Greedy Bastards
Imagine an ordinary man so desperate that he decides to rob a bank. For years, he’s worked a steady job, but when he loses that job, the only work he can find is as a part-time clerk in a convenience store. Still, he makes do. He cuts his expenses and relies on a little help from his family, though he hates to do so. Then he starts to develop health troubles. He’s nearly sixty years old, and he needs foot surgery. He develops crippling back pain and a frightening bone protrusion sticking out of his chest. He can no longer lift the stock he is supposed to load onto the shelves at the store. Although he could move in with his sister, he doesn’t want to be a burden, and he knows that she can’t afford to pay for his health care out of pocket any better than he can. So what choices does he have? He goes into the local bank and slips the teller a note. It demands $1—and health care.
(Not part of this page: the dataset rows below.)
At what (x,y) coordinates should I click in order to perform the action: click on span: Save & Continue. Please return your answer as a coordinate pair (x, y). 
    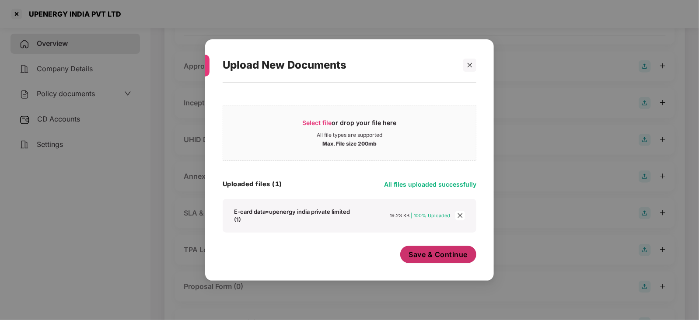
    Looking at the image, I should click on (439, 255).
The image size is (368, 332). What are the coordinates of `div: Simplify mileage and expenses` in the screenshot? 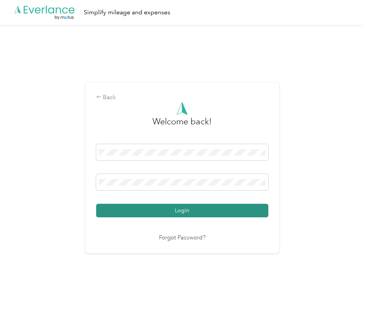 It's located at (127, 12).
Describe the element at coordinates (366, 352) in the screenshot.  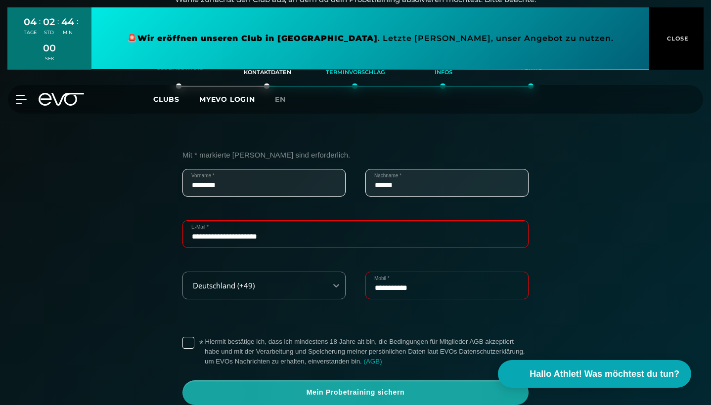
I see `label: Hiermit bestätige ich, dass ich mindestens 18 Jahre alt bin, die Bedingungen für Mitglieder AGB a...` at that location.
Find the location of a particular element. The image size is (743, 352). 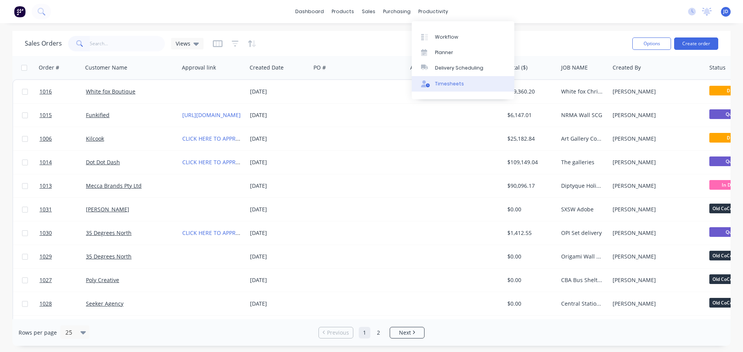

a: dashboard is located at coordinates (309, 12).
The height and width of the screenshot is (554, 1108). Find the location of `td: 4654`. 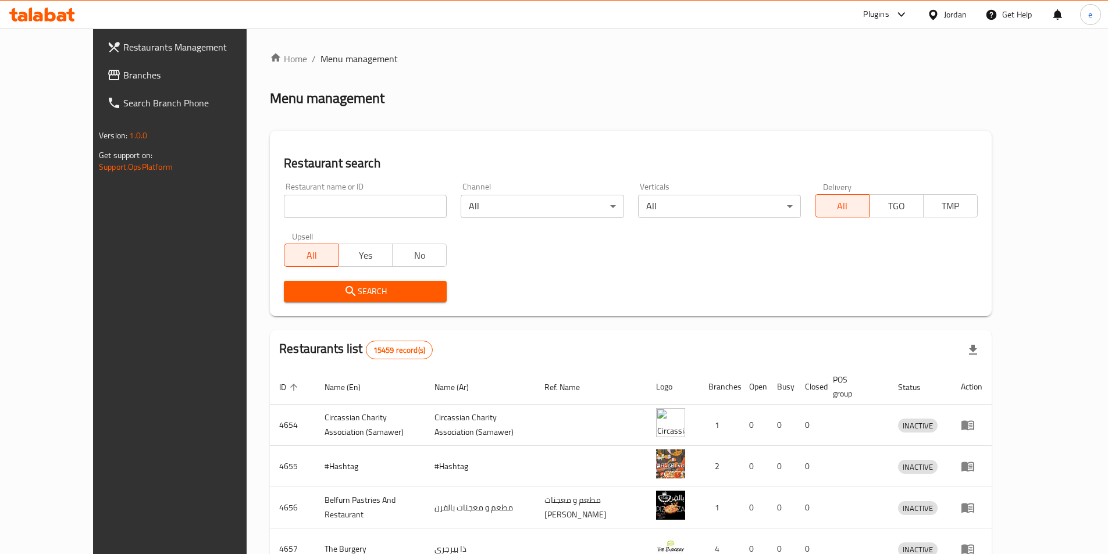

td: 4654 is located at coordinates (293, 425).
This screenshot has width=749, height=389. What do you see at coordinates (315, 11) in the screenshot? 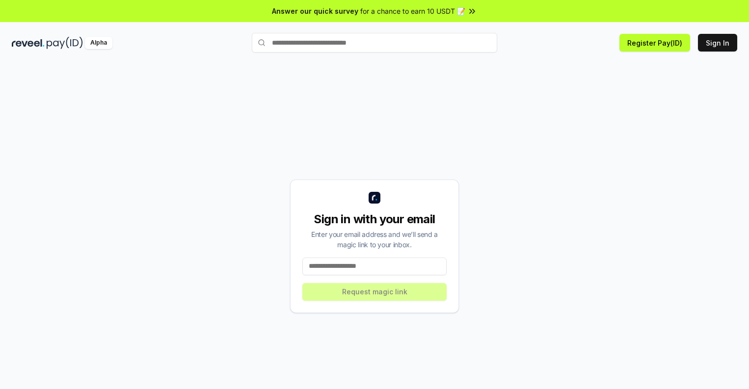
I see `span: Answer our quick survey` at bounding box center [315, 11].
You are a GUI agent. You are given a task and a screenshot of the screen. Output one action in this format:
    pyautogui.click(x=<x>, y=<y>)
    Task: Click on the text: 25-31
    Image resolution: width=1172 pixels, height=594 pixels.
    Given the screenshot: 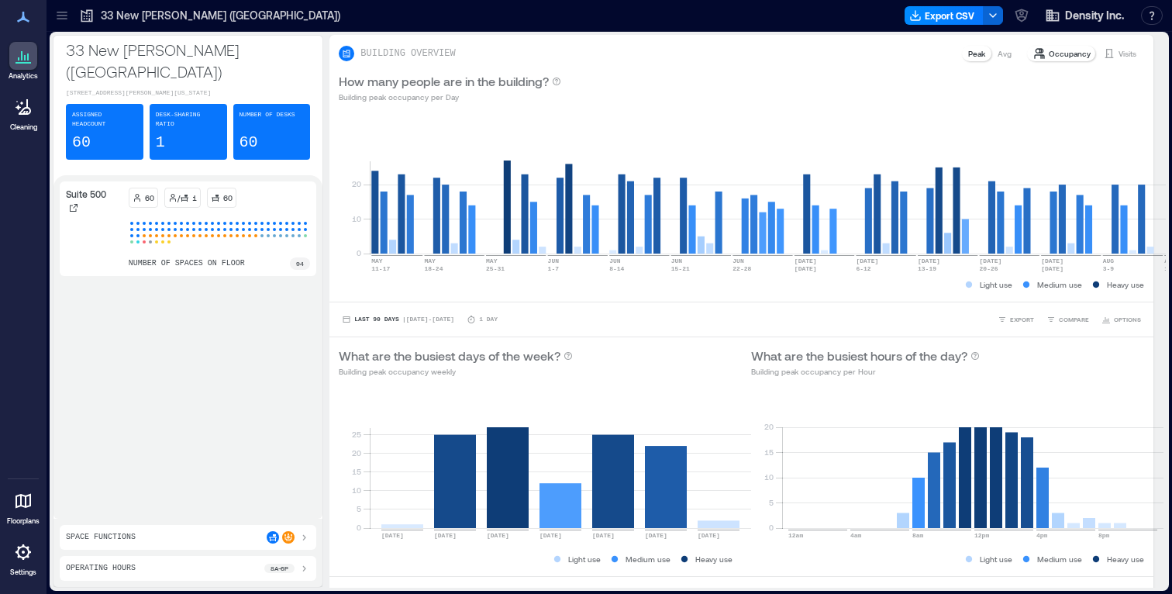 What is the action you would take?
    pyautogui.click(x=495, y=268)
This is not a fantasy, and the man wasn’t crazy. He was thinking clearly about a crazy situation. Jail, he realized, was the one place where he could get health care without bankrupting himself and his family. “Because he only asked for $1,” Yahoo! News reported, “he was charged with larceny, not bank robbery. But he said that if his punishment isn’t severe enough, he plans to tell the judge that he’ll do it again. His $100,000 bond has been reduced to $2,000, but he says he doesn’t plan to pay it.” Jail, he said, was the best of his bad options.
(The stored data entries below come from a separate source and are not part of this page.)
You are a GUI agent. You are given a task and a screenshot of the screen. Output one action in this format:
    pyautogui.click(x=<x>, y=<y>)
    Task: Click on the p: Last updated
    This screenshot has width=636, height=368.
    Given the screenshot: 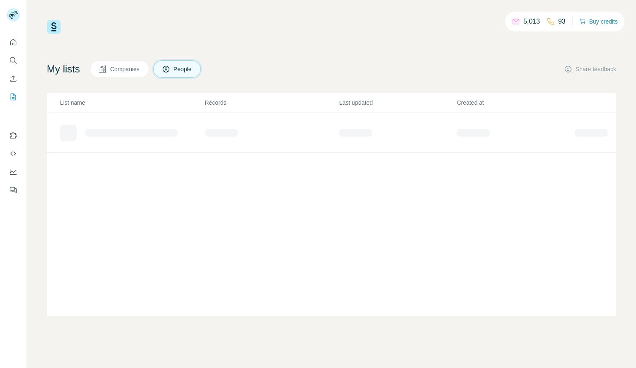 What is the action you would take?
    pyautogui.click(x=397, y=103)
    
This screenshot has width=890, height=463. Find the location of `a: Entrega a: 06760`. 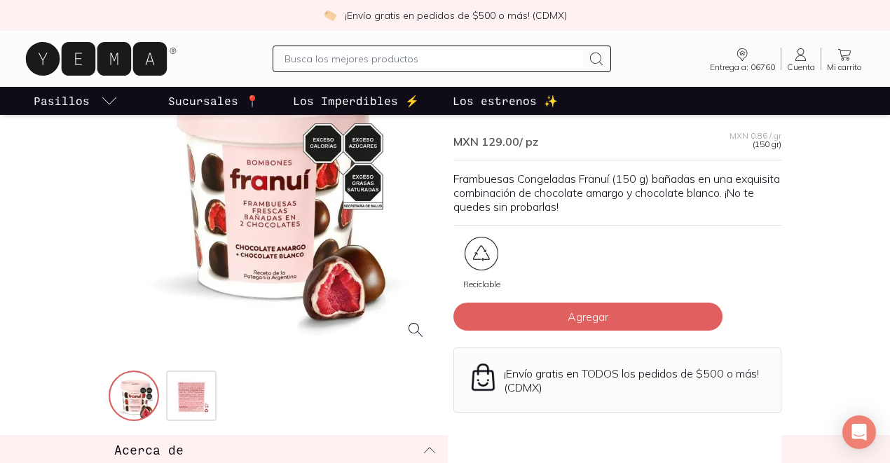

a: Entrega a: 06760 is located at coordinates (742, 59).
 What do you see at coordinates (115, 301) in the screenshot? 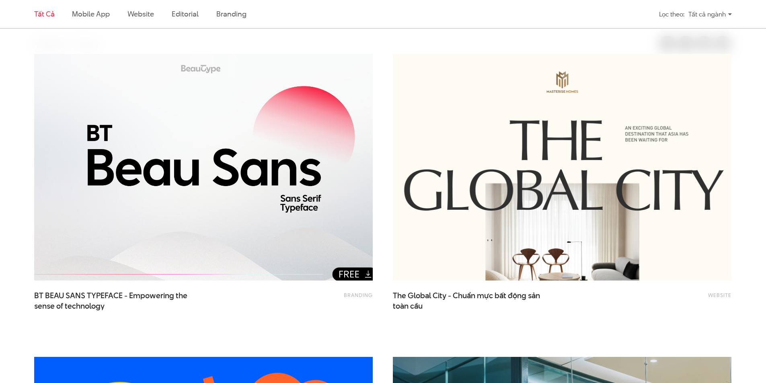
I see `a: BT BEAU SANS TYPEFACE - Empowering thesense of technology` at bounding box center [115, 301].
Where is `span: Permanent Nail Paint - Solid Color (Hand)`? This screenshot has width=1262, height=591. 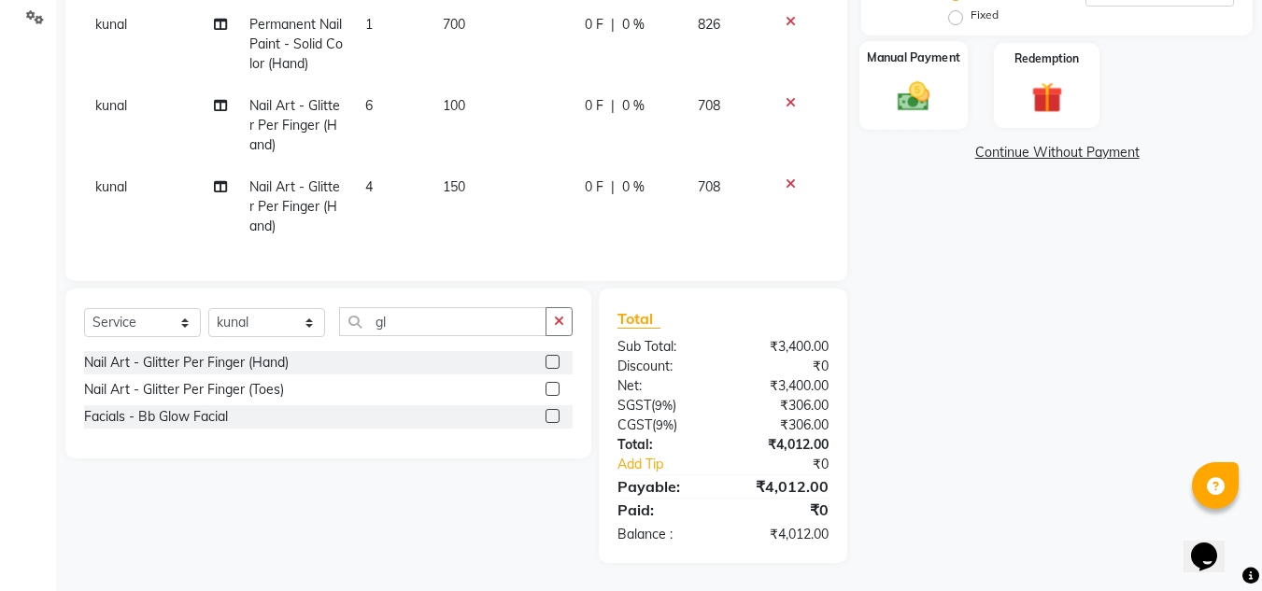 span: Permanent Nail Paint - Solid Color (Hand) is located at coordinates (296, 44).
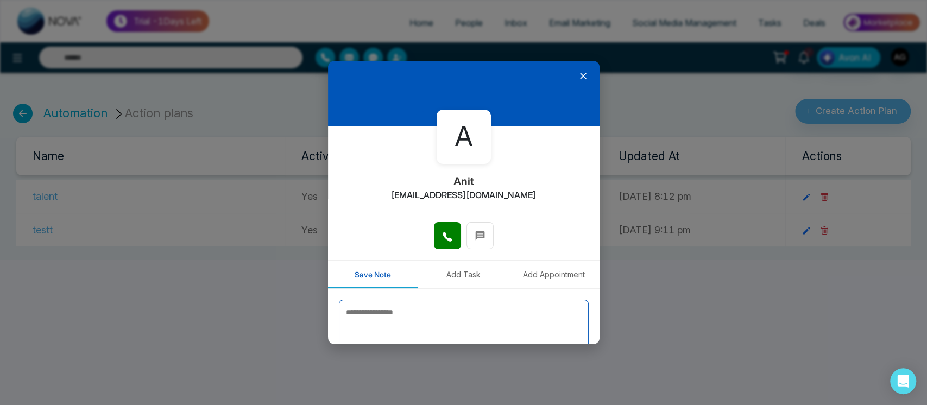 This screenshot has height=405, width=927. Describe the element at coordinates (373, 274) in the screenshot. I see `button: Save Note` at that location.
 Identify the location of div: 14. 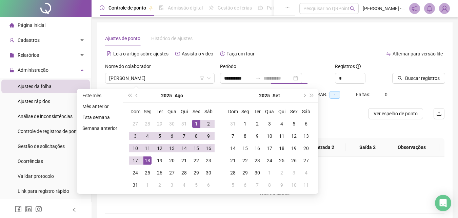
(184, 148).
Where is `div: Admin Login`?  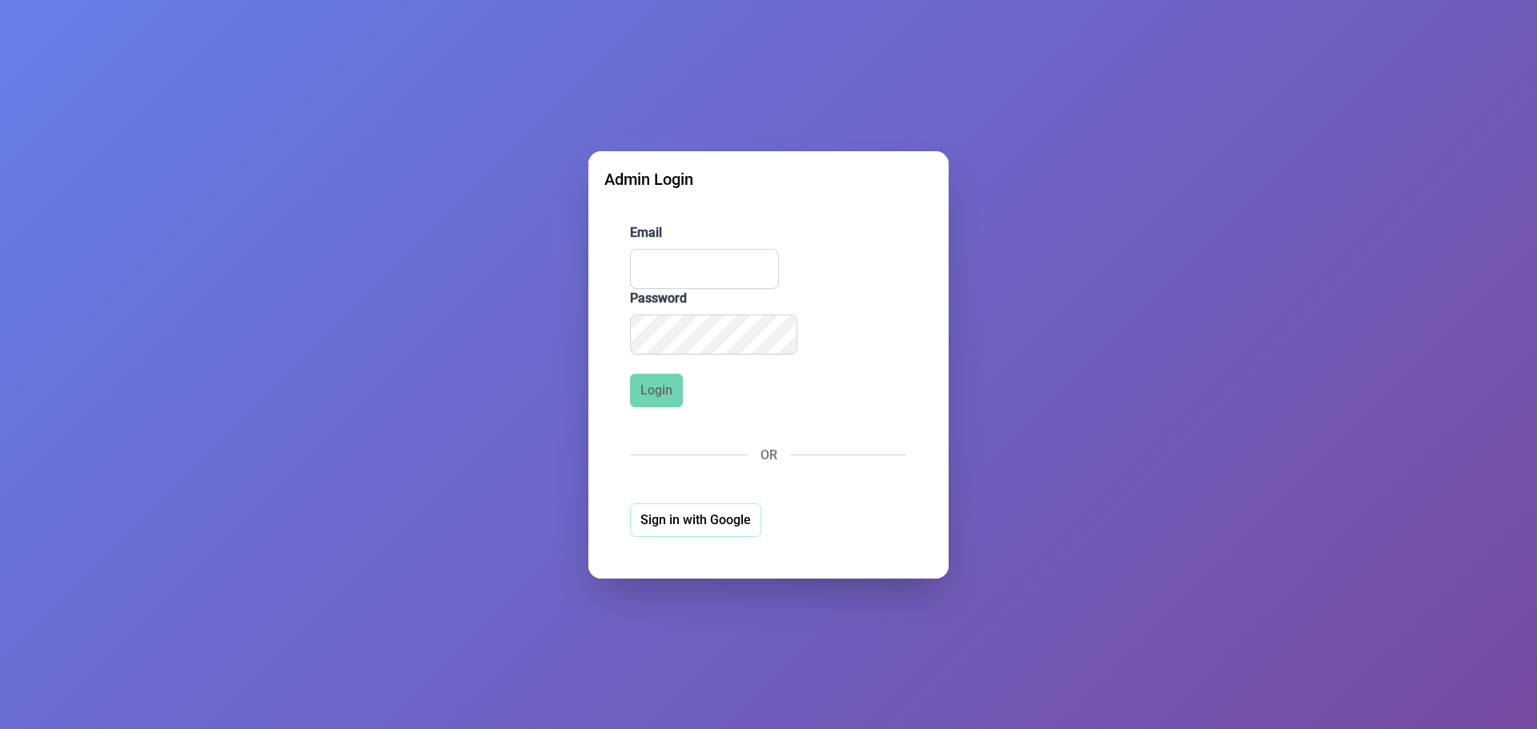
div: Admin Login is located at coordinates (768, 179).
That true story is one glimpse of a country going seriously wrong. Our unemployment is stuck near Depression levels, prompting outcries on both the left and the right. “We’re well on the way to creating a permanent underclass of the jobless,” wrote economist Paul Krugman in the New York Times. “One-sixth of America’s workers—all those who can’t find any job or are stuck with part-time work when they want a full-time job—have in effect been abandoned.” In the National Review, Rich Lowry wrote, “The statistics tell a dire, but incomplete, story. We were built to work. When we want to and can’t, it is an assault on our very personhood.” But even as the assault continues, our politicians seem not to notice, or not admit, how this country has changed. As Peggy Noonan, former speechwriter for President Ronald Reagan, asked in the Wall Street Journal, “Do our political leaders have any sense of what people are feeling deep down? They don’t act as if they do. I think their detachment from how normal people think is more dangerous and disturbing than it has been in the past.”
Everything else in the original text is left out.